The action is great, the characters are endearing and awkward in their own ways and I loved reading this book. I'm very excited to check out the sequels, this laid a lot of groundwork in terms of worldbuilding and I'm interested to see how the author develops it further. The biggest points of anxiety for me as a reader all revolved around a certain character being chronically unable to pick up a hint when it was handed DIRECTLY to her, but it was really relatable (hence the anxiety).
Moderate: Violence
Minor: Ableism, Racism, Kidnapping
It’s an anti-racist, anti-sexist, anti-transphobic, anti-capitalist, thought-provoking romp which strikes just the right balance between explaining stressful stuff and depicting an escape from it. The romantic relationship is over before the story starts, and it helps convey a raw feeling, an uncertainty, because while the reader doesn’t already know all of why it didn’t work out, the shape is familiar.

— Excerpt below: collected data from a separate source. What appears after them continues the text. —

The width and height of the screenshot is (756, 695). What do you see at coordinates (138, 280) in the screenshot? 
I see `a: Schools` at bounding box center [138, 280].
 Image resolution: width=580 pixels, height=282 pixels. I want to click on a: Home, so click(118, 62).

The world-building is really good for such a short book.
Moderate: Gore, Violence
Minor: Death, Racism, Sexism, Transphobia
Graphic: Death, Gore, Violence
Moderate: Ableism, Homophobia
Minor: Child abuse, Trafficking
The cryptids described and/or referenced in the book are from a variety of cultures and appear to be interpretations which came out of a lot of research and care, though I’m unable to vouch specifically for any of the portrayals. The overall effect is to make it clear from the start of the series that cryptids are a worldwide phenomenon, with cryptids from cultures all over the world (no default-European nonsense here). There’s a pretty important secondary character whose journey involves learning to be less racist against cryptids, and occasionally he dips into microaggressions founded in real-world racism. It’s minor, and it’s called out by the other characters, but it is there.
Overall I really enjoyed this one. Having read some of the author's later (and better) writing spoils me a bit for this one because I know it gets so much better later, but I really like this book and it's a great start to a series that I've heard so many good things about. I love creature-features and that's the focus of this whole book so I was very happy reading it.